Un-Americanizing Atheists
This is nothing new, but once again religionists in Congress want to bolster their already-slobbering support for “In God We Trust” as the national motto of the United States. This latest rumbling, from the House Judiciary Committee, is the germ of Rep. Randy Forbes of Virginia, chair of the Willful Ignorance Caucus (I mean “Congressional Prayer Caucus”).
Among its goals is to have the motto displayed more often, and more prominently (as if having it on all the money wasn’t enough) on government buildings, including, yes, schools.
As counterpoint, the particular piece to which I’ve linked quotes Barry Lynn from Americans United for Separation of Church and State, who of course is always, always, always quoted in every church-state separation article written ever-ever-for-all-time-ever. Lynn says, ”This is all part of a silly season that usually occurs closer to election cycles,” and I’m tempted to agree. Passage of such a measure would be just taking one wrong (the unconstitutional invocation of a deity as though it were a sentiment shared universally) and making it wronger, and that’s bad. But substantively, it’s a hunk of red meat thrown to the country’s religionists who are under the bizarre and false impression that they are being oppressed. It’s absurd, it’s laughable, and it’s a waste of time.
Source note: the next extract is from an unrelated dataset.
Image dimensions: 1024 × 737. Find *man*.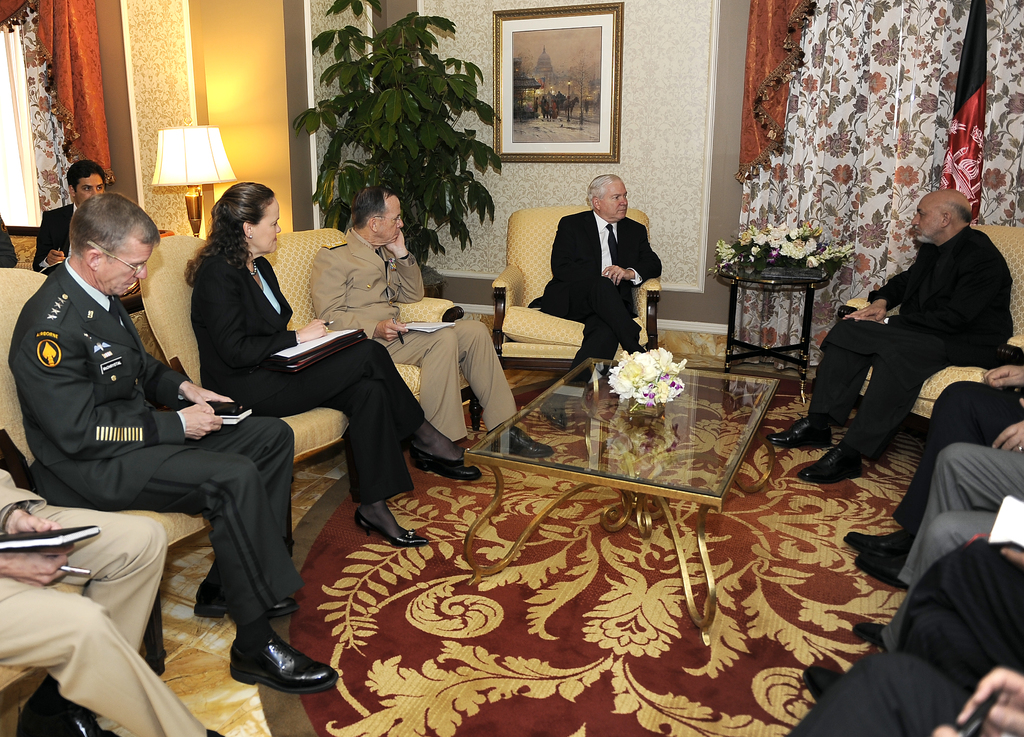
x1=21 y1=166 x2=317 y2=688.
But I think it’s important for folks in the secularist/atheist community to remember what results from all this otherwise-empty grandstanding for the pious mob: that we are implicitly excluded from this great big concept we call “America.” If the national motto, the aphorism to which all denizens are expected to subscribe, declares that we not only believe in, but trust an imaginary super-being, then atheists and our ilk are therefore not included. We are not part of the “We” in the motto. We are not of America.
Forbes is a run-of-the-mill hack theocrat. But today’s Congress is way over its quota on his type, and the president is really no help on these matters. So while this measure may just be another example of a ham-fisted pander to God-fearin’, gun-totin’ Real America, its codification also delivers a dark byproduct: further making nonbelievers aliens in their own land.